The Brooklyn dance pop duo of Kim Schifino and Matt Johnson have been so cute together since 2006 no one would blame you for thinking their giant grins are pasted on and their sound is getting just a bit darling. But their just-released album, New Glow (even the title is so winning), is an engaging mix of synth pop and a teensy, tiny bit of hip-hop full of zealous optimism, Chic-like chants, and odd air horns ("Hey Now"). They make trap hop ("Stirred Up") and wiggly EDM ("Make a Mess") so bright you'll need a visor to get through them. But think about how long, dark, and cold winter was, how fiscal and racial inequality are numbing the collective consciousness, how tax time is bringing you down. Just stop. Now, how much of a sweet and welcome tonic is Matt and Kim? How nice their smiles look and how engagingly addictive their new album is? Not so miserable anymore, huh?

- A.D. Amorosi

Oliver Mtukuzdi

Besides being Bonnie Raitt's favorite African songwriter - she's recorded several of his songs - Zimbabwean singer Oliver "Tuku" Mtukuzdi has a musical resumé a mile long to qualify his rare club appearance at Johnny Brenda's as an event. Since the late 1970s, when he performed with fellow great Thomas Mapfumo in Wagon Wheels, Mtukuzdi has recorded more than 60 albums, applying his gruff, giant-size voice to the percolating rhythm driven by the West African thumb piano known as a mbira. Singing about love and injustice in Shona, Ndebele, and English, he's created his own hybrid form fans have deemed "Tuku music." On Wednesday at JB's, he'll play with his band, the Black Spirits.

- Dan DeLuca

The Waterboys

Mike Scott's Waterboys have gone through many permutations since "The Big Music" of the early 1980s and great songs like "In a Pagan Place" (recently covered by Philly's War on Drugs) and "The Whole of the Moon." 1988's

Fisherman's Blues

is their classic, a stirring exploration of traditional Irish music.

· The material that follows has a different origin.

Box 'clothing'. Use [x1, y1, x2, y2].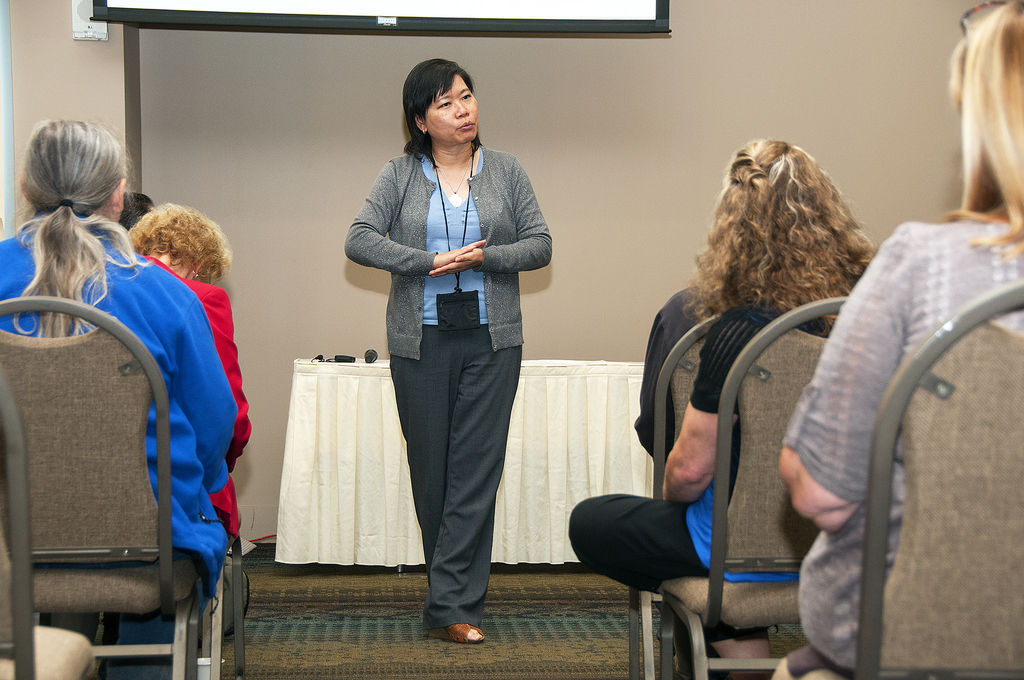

Since then, the Waterboys have been a fluid band, basically Scott and whomever he drafts into the recording studio. The new

Modern Blues

was recorded in Nashville with mostly American players. It's a rock and soul album that continues Scott's penchant for poetic storytelling and homage to musical heroes - Sun Ra gets name-checked in "Used to Be Hip." The tour, with stops in Glenside and Wilmington, includes

Fisherman's Blues

fiddler Steve Wickham and the legendary Muscle Shoals bassist David Hood, on his first tour with anyone since 1972.